Elyn Saks, Kay Jamison, and Andrew Solomon didn’t just have their symptoms alleviated. With the aid of effective, scientifically based, compassionate, and caring treatment, they were able to discover entirely new identities within themselves. This was an impossible dream a century ago and was not the norm even thirty years ago, at the start of my medical career. Today, recovery is not just possible, but expected. A self-determined, fulfilling life is the goal for all people with mental illness.
However, despite this progress and the proliferation of auspicious developments in our society’s understanding of mental illness and psychiatry, I am under no illusion that the specters of psychiatry’s past have vanished, or that my profession has freed itself from suspicion and scorn. Rather, I believe that after a long and tumultuous journey, psychiatry has arrived at a pivotal and propitious moment in its evolution—a moment well worth celebrating, but also an opportunity to reflect on the work that still lies ahead. In doing so I am reminded of Winston Churchill’s famous declaration after Britain’s long-awaited triumph at the 1942 Battle of El Alamein. It was the Allies’ very first victory in World War II after an extended series of demoralizing defeats. Seizing the moment, Churchill announced to the world, “This is not the end. It is not even the beginning of the end. But it is, perhaps, the end of the beginning.”

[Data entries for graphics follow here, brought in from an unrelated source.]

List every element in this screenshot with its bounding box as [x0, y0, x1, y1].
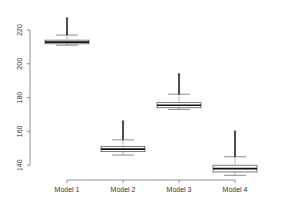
x-axis: Model 1Model 2Model 3Model 4: [55, 180, 248, 193]
y-axis: 140160180200220: [16, 24, 30, 171]
boxplot-chart: 140160180200220 Model 1Model 2Model 3Mod…: [0, 0, 286, 200]
y-tick-label: 180: [16, 92, 23, 104]
x-tick-label: Model 1: [55, 186, 80, 193]
y-tick-label: 160: [16, 125, 23, 137]
box-3: [157, 73, 201, 109]
y-tick-label: 220: [16, 24, 23, 36]
y-tick-label: 200: [16, 58, 23, 70]
box-1: [45, 17, 89, 45]
x-tick-label: Model 2: [111, 186, 136, 193]
box-4: [213, 131, 257, 176]
x-tick-label: Model 4: [223, 186, 248, 193]
x-tick-label: Model 3: [167, 186, 192, 193]
y-tick-label: 140: [16, 159, 23, 171]
boxes: [45, 17, 257, 175]
box-2: [101, 120, 145, 155]
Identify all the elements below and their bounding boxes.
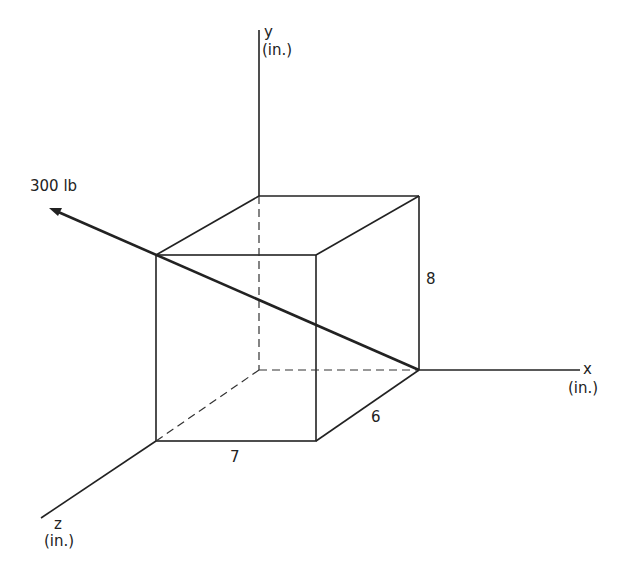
- x-axis-unit: (in.): [568, 380, 598, 396]
- dimension-height: 8: [426, 271, 436, 287]
- x-axis-label: x: [583, 361, 592, 377]
- z-axis-label: z: [54, 516, 62, 532]
- dimension-depth: 6: [371, 409, 381, 425]
- z-axis: [41, 441, 156, 518]
- box-diagram: [0, 0, 628, 576]
- box-edge: [156, 196, 259, 255]
- force-label: 300 lb: [30, 178, 77, 194]
- dimension-width: 7: [230, 449, 240, 465]
- box-edge: [316, 196, 419, 255]
- hidden-edge: [156, 370, 259, 441]
- z-axis-unit: (in.): [44, 533, 74, 549]
- force-arrow: [56, 211, 419, 370]
- y-axis-unit: (in.): [262, 42, 292, 58]
- box-front-face: [156, 255, 316, 441]
- y-axis-label: y: [264, 24, 273, 40]
- box-edge: [316, 370, 419, 441]
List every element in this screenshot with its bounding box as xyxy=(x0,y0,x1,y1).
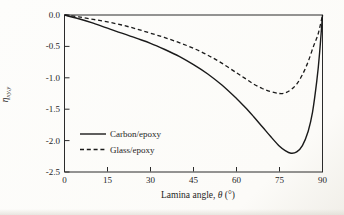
x-tick-label: 30 xyxy=(146,175,156,185)
x-tick-label: 90 xyxy=(318,175,328,185)
y-axis-title-subscript: xy,y xyxy=(4,87,12,98)
curve-carbon-epoxy xyxy=(65,15,323,153)
line-chart: 0.0-0.5-1.0-1.5-2.0-2.5 0153045607590 Ca… xyxy=(0,0,344,215)
x-axis-title: Lamina angle, θ (°) xyxy=(118,190,278,200)
x-tick-label: 45 xyxy=(189,175,199,185)
y-axis-ticks: 0.0-0.5-1.0-1.5-2.0-2.5 xyxy=(46,10,70,177)
figure-page: 0.0-0.5-1.0-1.5-2.0-2.5 0153045607590 Ca… xyxy=(0,0,344,215)
y-tick-label: -2.0 xyxy=(46,136,61,146)
x-axis-title-text: Lamina angle, xyxy=(161,190,218,200)
x-tick-label: 60 xyxy=(232,175,242,185)
x-axis-title-units: (°) xyxy=(222,190,235,200)
y-tick-label: -1.5 xyxy=(46,104,61,114)
x-tick-label: 0 xyxy=(62,175,67,185)
y-tick-label: -0.5 xyxy=(46,41,61,51)
plot-frame xyxy=(65,15,323,172)
curves xyxy=(65,15,323,153)
legend-label-glass-epoxy: Glass/epoxy xyxy=(110,145,155,155)
x-tick-label: 15 xyxy=(103,175,113,185)
legend: Carbon/epoxyGlass/epoxy xyxy=(80,129,161,155)
x-tick-label: 75 xyxy=(275,175,285,185)
eta-symbol: η xyxy=(0,97,10,102)
legend-label-carbon-epoxy: Carbon/epoxy xyxy=(110,129,161,139)
y-tick-label: -2.5 xyxy=(46,167,61,177)
y-axis-title: ηxy,y xyxy=(0,54,12,134)
x-axis-ticks: 0153045607590 xyxy=(62,167,327,185)
y-tick-label: -1.0 xyxy=(46,73,61,83)
y-tick-label: 0.0 xyxy=(49,10,61,20)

I am fortunate to have received much guidance and support in the course of my life and career. Writing this book was no exception. My greatest debt is to my parents, Howard and Ruth, whose love and influence formed my values, moral posture, and view of the world, and to my wife, Rosemarie, and sons, Jonathan and Jeremy, who have enriched my life immeasurably, supported my efforts, and graciously tolerated my many absences from them and family life as a result of my chronic overinvolvement with my professional activities (otherwise known as “workaholism”).
When I first thought seriously about writing this book, Jim Shinn, a dear friend and professor of political economy and international relations at Princeton, helped me to crystallize the nub of the story from an inchoate conglomeration of ideas. He also pointed me in the direction of oncologist and fellow Columbia faculty member Siddhartha Mukherjee, who was kind enough to spend an illuminating hour with me. I have looked to Sid’s Pulitzer Prize–winning book,
The Emperor of All Maladies
, as a model and a source of inspiration.
With a plan in mind, I sought advice from friends who also happen to be brilliant writers. Kay Jamison, Oliver Sacks, and Andrew Solomon offered encouragement, guided my formative thinking about the content, and helped me to navigate the publishing landscape and process. Peter Kramer gave helpful advice as a psychiatrist writing for the general public.
I owe thanks to my friend and neighbor Jennifer Weis, an editor at St. Martin’s Press, who introduced me to my agent, Gail Ross of the Ross-Yoon Agency. Gail took the idea I pitched to her, expertly fashioned it into something more accessible, and connected me to Ogi Ogas, a skilled writer and neuroscientist. Ogi and I bonded and became virtual Siamese twins for the next eighteen months while developing the story and creating the manuscript. His invaluable contributions and unwavering dedication to the project were apparent throughout, but never more dramatically than when he convinced his fiancée to postpone their honeymoon so that he could finish the book with me on time.